How much would you pay for your own cyborg insect? If $99 seems reasonable, you're in luck. Backyard Brains is now ready to accept your order for a Roboroach!
Our Roboroach is an innovative marriage of behavioral neuroscience and neural engineering. Cockroaches use the antennas on their head to navigate the world around them. When these antennas touch a wall, the cockroach turns away from the wall. The antenna of a cockroach contains neurons that are sensitive to touch and smell.
The backpack we invented communicates directly to the neurons via small electrical pulses. The cockroach undergoes a short surgery (under anesthesia) in which wires are placed inside the antenna. Once it recovers, a backpack is temporarily placed on its back.
Science fiction fans know that the idea for steerable insects derives from Sparrowhawk, a 1990 science fiction novel by Dr. Thomas A. Easton.
"There's the brain, the spinal chord, the motor centers. A cable, here, from the controller to the interface plug... wires from that to the brain." She explained how the controller, a computer, translated movements of the tiller or control yoke and the throttle and brake pedals into electrical signals and routed them as appropriate to the jets or the genimal's motor centers, triggering the genimal's own nervous system into commanding its muscles to serve the driver. All the necessary programming was built into the hardware...
(Read more about the Roachster)
I should also point out that Philip K. Dick anticipated the general idea of the fully steerable insect in 1964 in his novel Lies, Inc.. See the reference for the housefly monitor.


Check every line below for the string "ticks". Copy the ones that have it.

**SOURCE DATA**:
━━━
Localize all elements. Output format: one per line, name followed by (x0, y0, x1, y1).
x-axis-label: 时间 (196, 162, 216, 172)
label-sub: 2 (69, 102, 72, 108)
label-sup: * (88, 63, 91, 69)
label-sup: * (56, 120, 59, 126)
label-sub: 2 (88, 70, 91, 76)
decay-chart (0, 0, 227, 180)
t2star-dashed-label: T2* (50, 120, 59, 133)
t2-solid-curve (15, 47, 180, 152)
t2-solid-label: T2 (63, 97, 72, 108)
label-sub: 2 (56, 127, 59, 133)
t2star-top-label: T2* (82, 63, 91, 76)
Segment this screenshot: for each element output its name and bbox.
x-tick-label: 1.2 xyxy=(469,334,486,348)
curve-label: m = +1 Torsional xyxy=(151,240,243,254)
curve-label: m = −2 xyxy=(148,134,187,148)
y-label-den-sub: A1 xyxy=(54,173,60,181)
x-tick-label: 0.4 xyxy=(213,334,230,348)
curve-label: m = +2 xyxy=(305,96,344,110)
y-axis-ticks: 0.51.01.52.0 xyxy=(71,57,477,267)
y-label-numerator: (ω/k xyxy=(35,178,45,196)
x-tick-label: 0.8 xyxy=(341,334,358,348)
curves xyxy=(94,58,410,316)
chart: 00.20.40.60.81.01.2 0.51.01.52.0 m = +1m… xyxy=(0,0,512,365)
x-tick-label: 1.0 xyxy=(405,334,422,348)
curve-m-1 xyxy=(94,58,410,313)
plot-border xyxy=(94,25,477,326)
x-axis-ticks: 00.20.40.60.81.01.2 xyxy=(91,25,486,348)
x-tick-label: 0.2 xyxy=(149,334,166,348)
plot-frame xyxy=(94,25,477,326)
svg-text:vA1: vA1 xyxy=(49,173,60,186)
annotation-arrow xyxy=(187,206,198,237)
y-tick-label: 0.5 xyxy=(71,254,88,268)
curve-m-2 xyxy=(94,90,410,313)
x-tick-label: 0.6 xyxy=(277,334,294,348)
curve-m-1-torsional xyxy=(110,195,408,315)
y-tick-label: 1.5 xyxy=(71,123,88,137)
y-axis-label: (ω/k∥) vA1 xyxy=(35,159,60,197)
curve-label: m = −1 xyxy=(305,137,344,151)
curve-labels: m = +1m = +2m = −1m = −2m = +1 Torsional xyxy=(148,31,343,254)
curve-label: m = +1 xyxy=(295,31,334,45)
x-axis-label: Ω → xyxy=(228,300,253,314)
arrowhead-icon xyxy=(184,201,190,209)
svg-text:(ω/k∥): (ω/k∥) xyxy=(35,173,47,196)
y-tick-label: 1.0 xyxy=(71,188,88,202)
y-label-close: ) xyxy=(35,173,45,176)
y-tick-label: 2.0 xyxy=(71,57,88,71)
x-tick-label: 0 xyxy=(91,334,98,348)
━━━
**SOLUTION TO THE PROBLEM**:
y-axis-ticks: 0.51.01.52.0 xyxy=(71,57,477,267)
x-axis-ticks: 00.20.40.60.81.01.2 xyxy=(91,25,486,348)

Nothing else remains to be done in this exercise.